We are about to enter a world that no longer exists, of a pope who was a king, of a king ashamed to share his capital with the pope who had excommunicated him, of nervous nobles, anticlericals bent on seizing the Vatican, would-be assassins, and suspicions of conspiracies everywhere. Some of its characters were eloquent, some playful, some sober, and some grim; some were witty and urbane, some abusive and inebriated. Some invoked the highest principles of Enlightenment morality, some the sacred principles of revealed truth. Still others seemed more intent on bellowing epithets as loudly as their voices would allow. The result was the mixture of contradictory traits that is the hallmark of modern Italy.

Many books deal with one aspect or another of this story, although most were written a century or more ago, when none of the Vatican archives for the period were available.

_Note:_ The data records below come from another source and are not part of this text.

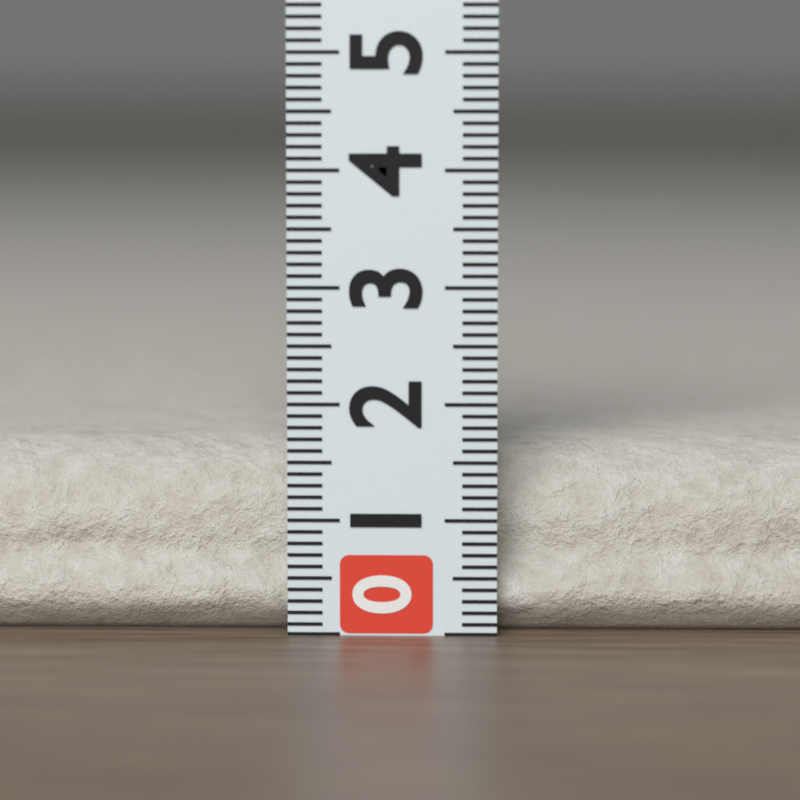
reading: 1.6 (no unit)
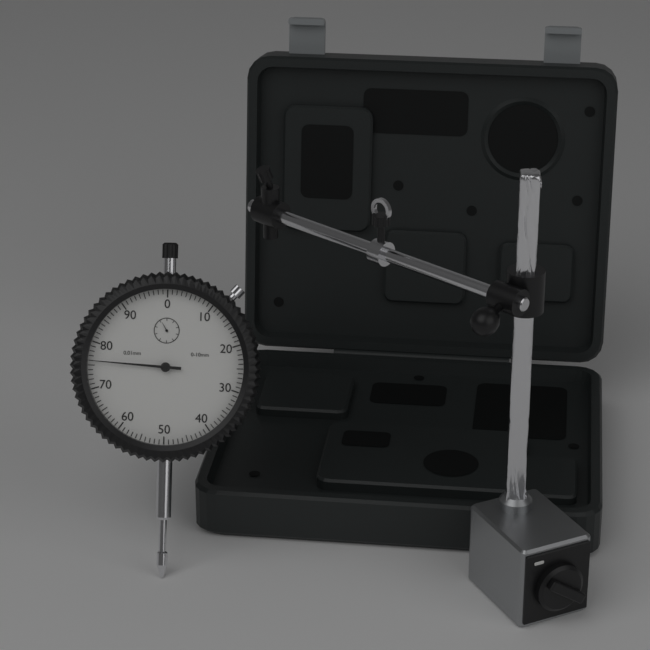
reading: 0.76 mm
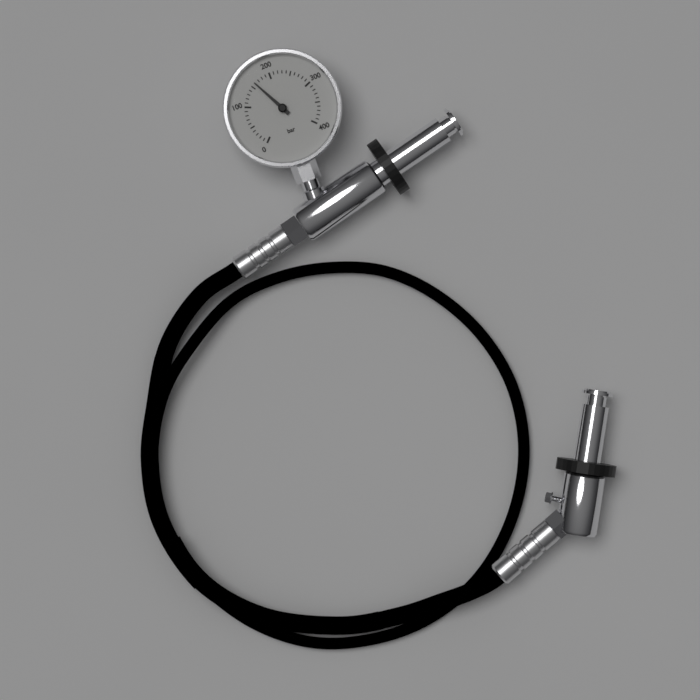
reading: 160 bar
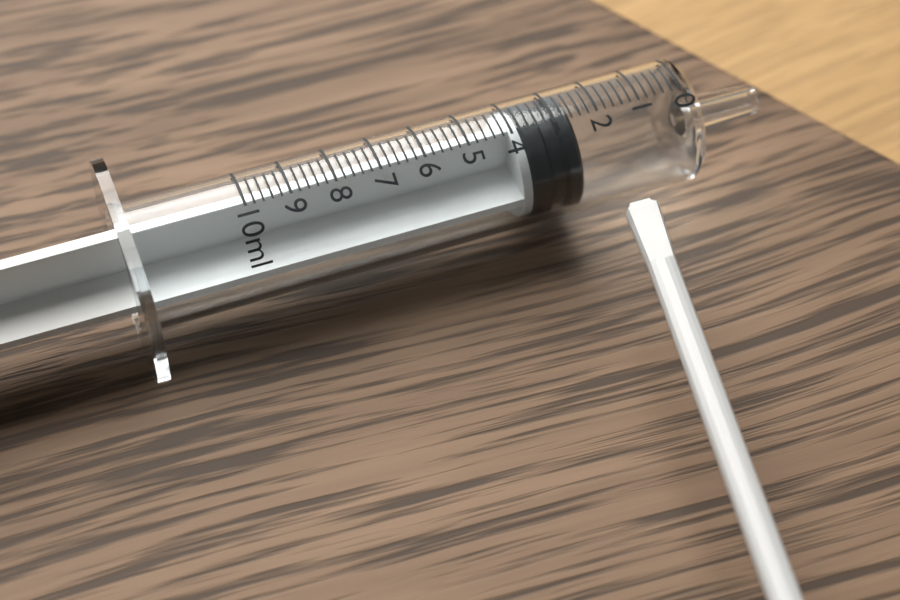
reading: 2.6 ml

Books that try to tell the whole story addressed in these pages, based on the original documents but written for a broad audience, are few indeed. None, so far as I know, are based on both the historical archives of the Vatican and the records of the Italian state. Curiously, in fact, most of the great Italian historians of national unification—reflecting their secular allegiances—felt uncomfortable even setting foot in the Vatican. To a considerable extent, this odd division of labor continues even today, with the historians of Italian unification—identified with the proponents of a secular Italy—generally avoiding research that would entail working in the Vatican archives, leaving it to Church historians, some of the most illustrious being priests themselves. Even among the latter, however, the great majority who have written on our topic lacked access to the Vatican's documents from the period following Leo XIII's ascendancy to the papacy in 1878, for most wrote before 1979, when these archives were first opened to researchers. It is, in part, the use of this rich trove of material that allows us here to shed new light on the battle waged by the pope and his Curia aimed at depriving the new Italian state of its capital.

Today, we all take for granted that the pope is forever on the move, traveling thousands of miles at a time to minister to his far-flung flock. How strange it is to be reminded that, for fifty-nine years after the taking of Rome, no pope would set foot outside the Vatican, no pope would even enter Rome's own churches nor escape Rome's summer heat by retreating to the papal villa in the nearby hills at Castel Gandolfo. To travel beyond the minuscule patch of land that remained under his control would mean acknowledging that the pope was no longer a prisoner of the Vatican. This, for almost six decades, no pope was willing to do.

1. Destroying the Papal States

P
IUS IX
had not always been such a bitter enemy of progress, of things modern. When he ascended to St. Peter's throne in 1846, among his first acts was the introduction of gas streetlights and railways to the Papal States, an implicit rebuke to his predecessor, Gregory XVI, who had viewed them as dangerous departures from the way God meant things to be. The new pope also won popular favor in these first months by freeing political prisoners and calling for the reform of the Papal States' notoriously corrupt and inefficient bureaucracy.

But, caught up in the intoxicating spirit of revolt that swept Europe with shocking speed in 1848, people soon wanted—no, demanded—more, much more. In April of that year, Pius rejected pleas that he support efforts to drive the Austrians out of the Italian peninsula. In November, amid increasing disorder, calls for a constitution, and demands for an end to the papal dictatorship, his prime minister was stabbed to death in the middle of Rome in broad daylight.

Fearing for his life and by then practically a prisoner in his Quirinal Palace in central Rome, the pope decided to escape. Dressed as a simple priest, his face partially concealed by tinted glasses, he furtively boarded the carriage of the Bavarian ambassador and, with his help, made his way south to the seaside fortress of Gaeta, north of Naples in the Kingdom of the Two Sicilies.